Sooo since I can't sync the partitions, I can't get Linux to load unless I'm loading it from the LiveCD. I've tried steps 1-10 on this page:[URL].. However, under step 4, I could either "Save" the file randomly, without actually saving it to /mnt/root, or I could just open it and run the installer. I think I went into FF preferences and changed it to let me pick where each download would be saved, but when I actually clicked on the download link and then "Save", after finding the folder and clicking the final button (Which I think actually said "Open" instead of "Save"), nothing happened. I tried running the rest of the steps after just opening the installer on its own, but of course just got error messages. I hate not being able to troubleshoot this on my own!
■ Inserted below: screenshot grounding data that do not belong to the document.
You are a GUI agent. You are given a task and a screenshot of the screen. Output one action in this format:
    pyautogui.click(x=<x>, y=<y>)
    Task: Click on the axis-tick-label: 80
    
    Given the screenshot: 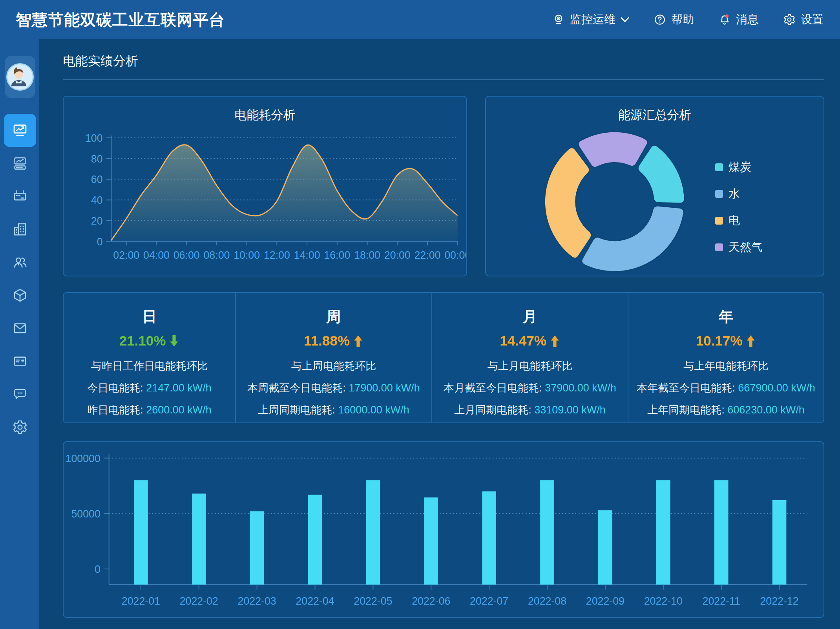 What is the action you would take?
    pyautogui.click(x=97, y=159)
The instaler doesnt find my partitions and the XP that is installed too! For some reasons i cannot delete the whole hdd... if i format the partition, where (i want to install ubuntu) with fat, the pc crashes during the installing process after the tastaturlayout question! if i try some other formats, the installer tells me, that there are no Operating Systems installed and the hdd is unpartitioned!
if i start ubuntu live from the cd, the system finds all partitions, but if i run cfdisk in a terminal, i get a fatal error (cannot open disk space)... My machine is a acer aspire 1694 WLMi (pretty old, but should be no problem), bios is up to date, Windows is XP home edition with SP3.
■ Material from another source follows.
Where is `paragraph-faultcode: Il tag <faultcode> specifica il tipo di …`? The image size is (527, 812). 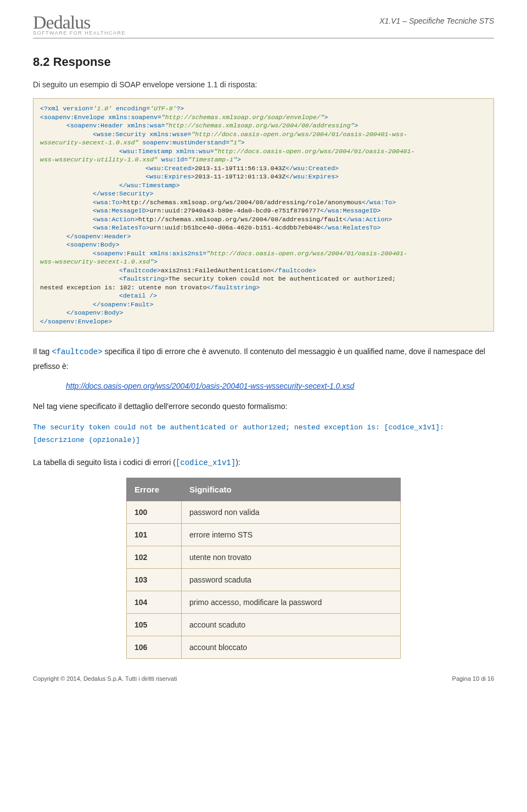 paragraph-faultcode: Il tag <faultcode> specifica il tipo di … is located at coordinates (264, 359).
I'm running WIN 7 and trying to dual boot with 11.2--the install goes fine until I get to partitioning. Then I get this message: Del windows partition /dev/sda1 Resize impossible due to inconsistent FS try checking FS under windows.Del/dev/sda3 Del Windows /dev/sda5.Then it wants to install extended, swap and root. I tried to resize the partition prior to intalling SuSE with paragon partition manager which failed.Could someone tell me how I should be setting up the partitions on install please.
I'm trying to migrate from Ubuntu but I'm stuck at partitioning part of the installation... The problem is that the partitions are not recognized (I have NTFS + EXT3). I see only /dev/sda and it says it's unpartitioned When installing Ubuntu I had similar problem and I was solving it by removing dmraid.